Do we accept that anyone who wants to master a wisdom tradition must study under a lineage master? That’s what we’re debating here, to my way of thinking.
People are writing and speaking about the wisdom traditions. The more I read what the real scholars have to say, the more I realize how much was borrowed, how much was improvised, how much missed the mark in what the masters had to say.
The Gautamid taught the meditation on the unlovely, and scores of monks a day “took the knife” while he was on retreat; does that sound like his teaching was on the mark from the day of his enlightenment? (Pali Text Society, “Samyutta Nikaya”, Volume 5, Chapter on In-Breathing and Out-Breathing).
Dogen borrowed most of his meditation manual “Fukanzazenji” from a Chinese manual, and rewrote it something like 40 times; did he feel it was important, and imperfect? (thanks, Carl Bielefeldt, “Dogen’s Manuals of Zen Meditation”, from the Koroku Fukan zazen gi; pg 175, copyright 1988 Regents of the University of California)
Have the words evolved over the years? I would say; the writings of Yuanwu and Foyan in 12th century China are particular favorites of mine.
The master-disciple relationship that characterizes Eastern wisdom-tradition training has little to do with the forms that are taught, or the scriptures that are passed down, or the rituals associated with the tradition. The Eastern traditions generally teach the form as the embodiment of the tradition, and then they go on to claim that there is something outside the form that must be transmitted from master to disciple. For example, in the Soto tradition they teach the posture and form of zazen and commend everyone to shikantaza as the way (see “Shobogenzo-zuimonki”, sayings recorded by Koun Ejo, translated by Shohaku Okumura, 2-26, pg 107-108, copyright 2004 Sotoshu Shumucho), and then they state that Zen Buddhism cannot be mastered without a master-disciple relationship with a lineage teacher.
The difficulty is in the description of shikantaza, in teaching the posture and form of zazen as the movement of mind, as Shunryu Suzuki alluded to when he said:
“Sometimes when you think that you are doing zazen with an imperturbable mind, you ignore the body, but it is also necessary to have the opposite understanding at the same time. Your body is practicing zazen in imperturbability while your mind is moving.” (Tassajara, Sunday June 28 1970, from www.cuke.com “Whole-Body Zazen)

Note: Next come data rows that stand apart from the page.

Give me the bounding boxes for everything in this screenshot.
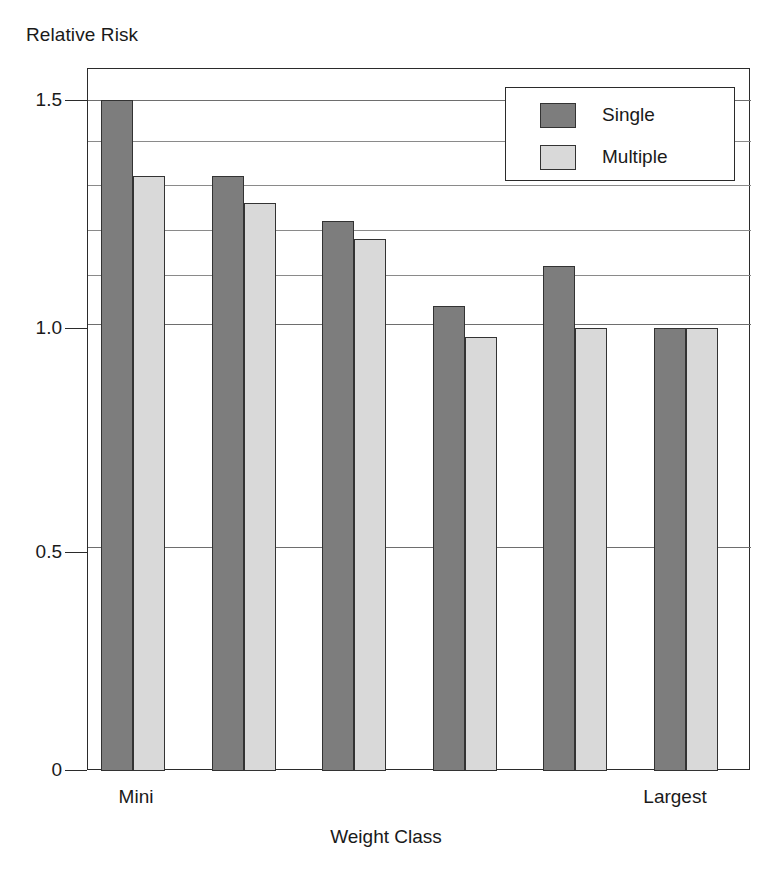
- y-tick-text: 0: [4, 760, 62, 779]
- y-tick-mark-0: [65, 770, 87, 771]
- legend-item-single[interactable]: Single: [506, 96, 736, 134]
- bar-single: [654, 328, 686, 771]
- legend-swatch-single-icon: [540, 103, 576, 128]
- y-tick-mark-1-0: [65, 328, 87, 329]
- y-tick-mark-0-5: [65, 552, 87, 553]
- x-axis-label-mini: Mini: [96, 786, 176, 808]
- relative-risk-bar-chart: Relative Risk 1.5 1.0 0.5 0 Single: [0, 0, 772, 875]
- legend-label-multiple: Multiple: [602, 146, 667, 168]
- legend: Single Multiple: [505, 87, 735, 181]
- legend-item-multiple[interactable]: Multiple: [506, 138, 736, 176]
- y-tick-text: 1.5: [4, 90, 62, 109]
- legend-swatch-multiple-icon: [540, 145, 576, 170]
- y-tick-text: 0.5: [4, 542, 62, 561]
- x-axis-title: Weight Class: [0, 826, 772, 848]
- bar-multiple: [686, 328, 718, 771]
- y-tick-text: 1.0: [4, 318, 62, 337]
- legend-label-single: Single: [602, 104, 655, 126]
- x-axis-label-largest: Largest: [620, 786, 730, 808]
- y-axis-title: Relative Risk: [26, 24, 138, 46]
- y-tick-mark-1-5: [65, 100, 87, 101]
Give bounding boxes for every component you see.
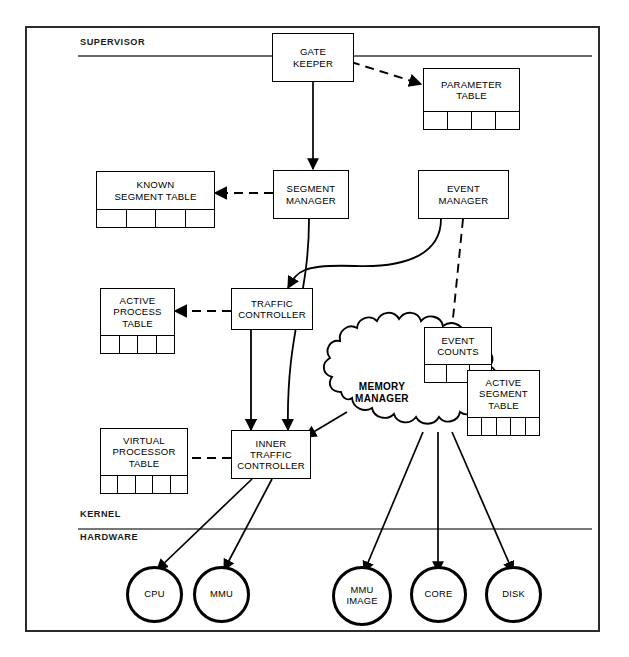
table-cell — [497, 418, 511, 435]
table-cell — [120, 336, 139, 353]
table-cell — [118, 476, 135, 493]
hardware-node-mmu-label: MMU — [210, 589, 233, 600]
edge-memorymanager-to-disk — [452, 432, 513, 572]
table-cell — [138, 336, 157, 353]
hardware-node-core[interactable]: CORE — [410, 566, 467, 623]
node-active-segment-table[interactable]: ACTIVE SEGMENT TABLE — [467, 370, 540, 436]
node-known-segment-table-label: KNOWN SEGMENT TABLE — [97, 172, 214, 209]
node-gate-keeper[interactable]: GATE KEEPER — [272, 33, 354, 82]
node-active-process-table[interactable]: ACTIVE PROCESS TABLE — [100, 288, 175, 354]
table-cell — [496, 112, 519, 129]
edge-innertrafficcontroller-to-mmu — [224, 479, 272, 570]
edge-gatekeeper-to-parametertable — [351, 62, 421, 84]
layer-label-kernel: KERNEL — [80, 509, 121, 519]
table-cell — [482, 418, 496, 435]
node-active-segment-table-cells — [468, 417, 539, 435]
node-gate-keeper-label: GATE KEEPER — [273, 34, 353, 81]
table-cell — [468, 418, 482, 435]
table-cell — [97, 210, 127, 227]
hardware-node-cpu-label: CPU — [144, 589, 164, 600]
node-virtual-processor-table[interactable]: VIRTUAL PROCESSOR TABLE — [100, 428, 188, 494]
node-event-manager-label: EVENT MANAGER — [419, 171, 508, 218]
table-cell — [156, 210, 186, 227]
hardware-node-disk-label: DISK — [502, 589, 525, 600]
diagram-canvas: SUPERVISOR KERNEL HARDWARE GATE KEEPER P… — [0, 0, 629, 657]
node-traffic-controller-label: TRAFFIC CONTROLLER — [232, 289, 312, 329]
node-segment-manager[interactable]: SEGMENT MANAGER — [273, 170, 349, 219]
hardware-node-mmu-image-label: MMU IMAGE — [346, 585, 377, 607]
hardware-node-mmu-image[interactable]: MMU IMAGE — [332, 566, 392, 626]
node-segment-manager-label: SEGMENT MANAGER — [274, 171, 348, 218]
table-cell — [186, 210, 215, 227]
node-known-segment-table-cells — [97, 209, 214, 227]
table-cell — [153, 476, 170, 493]
node-event-manager[interactable]: EVENT MANAGER — [418, 170, 509, 219]
table-cell — [101, 476, 118, 493]
table-cell — [157, 336, 175, 353]
table-cell — [472, 112, 496, 129]
hardware-node-cpu[interactable]: CPU — [126, 566, 183, 623]
table-cell — [448, 112, 472, 129]
node-event-counts-label: EVENT COUNTS — [425, 328, 491, 364]
hardware-node-disk[interactable]: DISK — [485, 566, 542, 623]
node-active-process-table-cells — [101, 335, 174, 353]
layer-label-hardware: HARDWARE — [80, 532, 138, 542]
table-cell — [171, 476, 187, 493]
node-parameter-table[interactable]: PARAMETER TABLE — [423, 68, 520, 130]
table-cell — [511, 418, 525, 435]
node-traffic-controller[interactable]: TRAFFIC CONTROLLER — [231, 288, 313, 330]
node-active-segment-table-label: ACTIVE SEGMENT TABLE — [468, 371, 539, 417]
table-cell — [127, 210, 157, 227]
node-parameter-table-cells — [424, 111, 519, 129]
hardware-node-mmu[interactable]: MMU — [193, 566, 250, 623]
node-memory-manager-label: MEMORY MANAGER — [346, 381, 418, 405]
node-parameter-table-label: PARAMETER TABLE — [424, 69, 519, 111]
node-inner-traffic-controller-label: INNER TRAFFIC CONTROLLER — [232, 431, 310, 478]
table-cell — [425, 365, 447, 382]
node-virtual-processor-table-cells — [101, 475, 187, 493]
edge-eventmanager-to-trafficcontroller — [288, 219, 441, 288]
edge-memorymanager-to-innertrafficcontroller — [305, 412, 347, 437]
node-known-segment-table[interactable]: KNOWN SEGMENT TABLE — [96, 171, 215, 228]
table-cell — [526, 418, 539, 435]
node-inner-traffic-controller[interactable]: INNER TRAFFIC CONTROLLER — [231, 430, 311, 479]
edge-memorymanager-to-mmuimage — [364, 432, 423, 572]
node-active-process-table-label: ACTIVE PROCESS TABLE — [101, 289, 174, 335]
hardware-node-core-label: CORE — [425, 589, 453, 600]
connector-layer — [0, 0, 629, 657]
layer-label-supervisor: SUPERVISOR — [80, 37, 145, 47]
table-cell — [101, 336, 120, 353]
table-cell — [424, 112, 448, 129]
node-virtual-processor-table-label: VIRTUAL PROCESSOR TABLE — [101, 429, 187, 475]
table-cell — [136, 476, 153, 493]
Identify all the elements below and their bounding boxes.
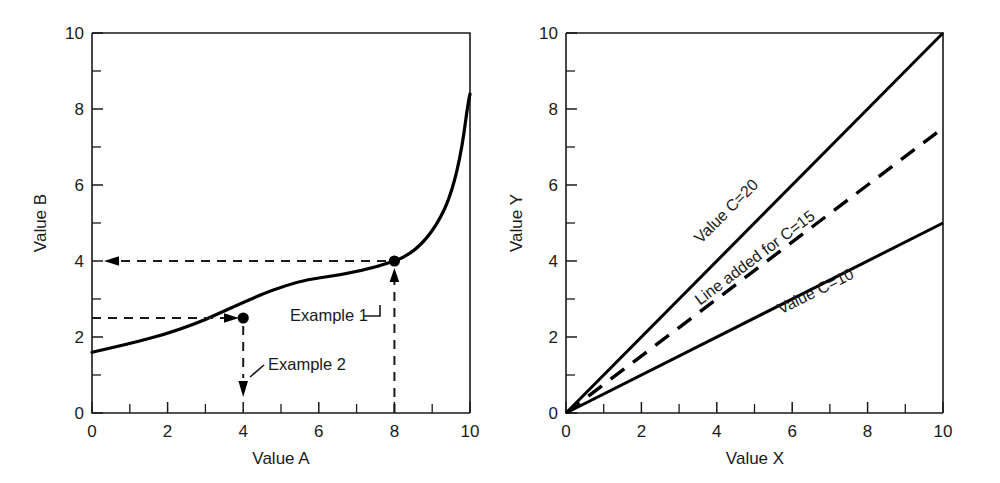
right-y-tick-labels: 0 2 4 6 8 10	[539, 24, 558, 423]
example-1-guide	[104, 256, 399, 413]
left-xtick-8: 8	[390, 422, 399, 441]
left-y-minor-ticks	[92, 71, 101, 375]
arrow-up-icon	[390, 268, 400, 282]
chart-panel-right: 0 2 4 6 8 10 0 2 4 6 8 10 Value X Value …	[500, 0, 1000, 483]
left-ytick-4: 4	[75, 252, 84, 271]
left-ytick-10: 10	[65, 24, 84, 43]
right-xtick-0: 0	[561, 422, 570, 441]
right-x-minor-ticks	[604, 404, 906, 413]
example-2-leader-line	[250, 365, 264, 377]
figure-canvas: 0 2 4 6 8 10 0 2 4 6 8 10 Value A Value …	[0, 0, 1000, 483]
left-yaxis-title: Value B	[31, 194, 50, 252]
right-ytick-4: 4	[549, 252, 558, 271]
right-ytick-6: 6	[549, 176, 558, 195]
right-ytick-2: 2	[549, 328, 558, 347]
left-x-tick-labels: 0 2 4 6 8 10	[87, 422, 479, 441]
series-label-value-c-10: Value C=10	[775, 265, 857, 317]
left-ytick-6: 6	[75, 176, 84, 195]
right-y-minor-ticks	[566, 71, 575, 375]
left-ytick-8: 8	[75, 100, 84, 119]
arrow-left-icon	[104, 256, 119, 266]
example-1-label: Example 1	[290, 306, 368, 324]
left-ytick-0: 0	[75, 404, 84, 423]
right-yaxis-title: Value Y	[507, 194, 526, 252]
left-chart-svg: 0 2 4 6 8 10 0 2 4 6 8 10 Value A Value …	[0, 0, 500, 483]
example-2-guide	[92, 313, 248, 397]
right-xtick-8: 8	[863, 422, 872, 441]
right-ytick-10: 10	[539, 24, 558, 43]
left-xtick-10: 10	[461, 422, 480, 441]
arrow-right-icon	[224, 313, 239, 323]
example-2-label: Example 2	[268, 355, 346, 373]
series-line-value-c-20	[566, 33, 943, 413]
right-xtick-10: 10	[934, 422, 953, 441]
example-2-point-marker	[238, 312, 249, 323]
right-ytick-0: 0	[549, 404, 558, 423]
right-chart-svg: 0 2 4 6 8 10 0 2 4 6 8 10 Value X Value …	[500, 0, 1000, 483]
right-xtick-6: 6	[787, 422, 796, 441]
left-x-minor-ticks	[130, 404, 432, 413]
left-curve-value-b	[92, 94, 470, 352]
left-xtick-2: 2	[163, 422, 172, 441]
series-line-c-15-dashed	[566, 128, 943, 413]
right-x-tick-labels: 0 2 4 6 8 10	[561, 422, 952, 441]
right-xtick-2: 2	[637, 422, 646, 441]
left-ytick-2: 2	[75, 328, 84, 347]
right-xtick-4: 4	[712, 422, 721, 441]
right-ytick-8: 8	[549, 100, 558, 119]
arrow-down-icon	[238, 381, 248, 397]
right-xaxis-title: Value X	[726, 449, 784, 468]
chart-panel-left: 0 2 4 6 8 10 0 2 4 6 8 10 Value A Value …	[0, 0, 500, 483]
left-xtick-6: 6	[314, 422, 323, 441]
left-xaxis-title: Value A	[252, 449, 310, 468]
left-y-tick-labels: 0 2 4 6 8 10	[65, 24, 84, 423]
left-xtick-4: 4	[238, 422, 247, 441]
series-label-value-c-20: Value C=20	[691, 176, 762, 247]
left-xtick-0: 0	[87, 422, 96, 441]
example-1-point-marker	[389, 255, 400, 266]
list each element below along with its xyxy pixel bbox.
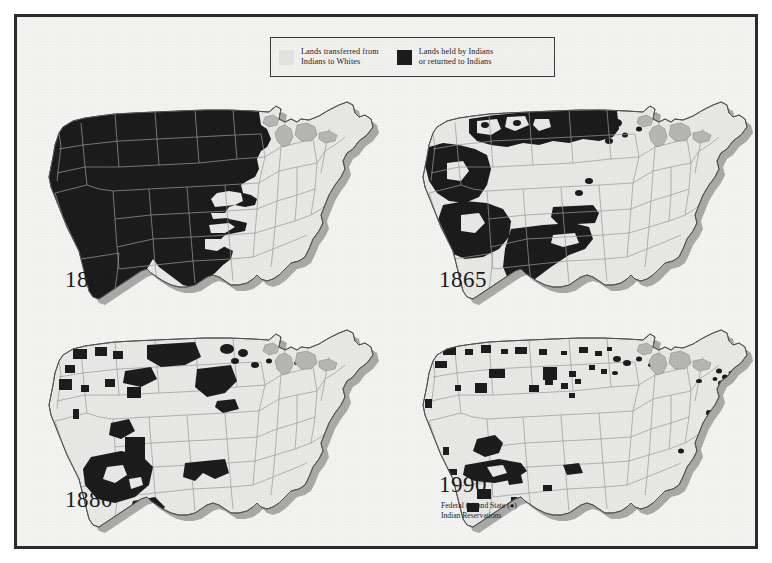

My contention is that we can teach the fundamentals of the movement of mind, it’s the same as waking up and falling asleep, and that with a little help from the peculiarly American discipline of cranial-sacral osteopathy we can teach the meaning of “pure hit-sit” (literal translation of shikantaza). As Issho Fujita says, we sometimes assume particular poses and postures as a reflection of our state of mind; what, then, is the state of mind that is inherent in the lotus posture? Or any other posture we find ourselves in?
I don’t know if I’m the only one in the U.S.A. who had to teach himself how to sit the lotus. Sometimes I think that; folks I know either could sit the posture, or gave up on it, but nobody actually learned it. It’s not perfect, my lotus, but I like doing it for 30 or 40 minutes in the morning. I like doing it because I understand there’s really nothing to do, as I said in “Waking Up and Falling Asleep” (see “The Mudra of Zen”, bottom of page):
“There’s really nothing I can do to practice waking up and falling asleep, other than to accept being where I find myself at the moment. The beautiful part of it is, that’s exactly the practice of waking up and falling asleep.”
Is waking up and falling asleep zazen? If so, do we need a lineage holder to teach us how to wake up and fall asleep? If not, then where will you find it (this zazen)?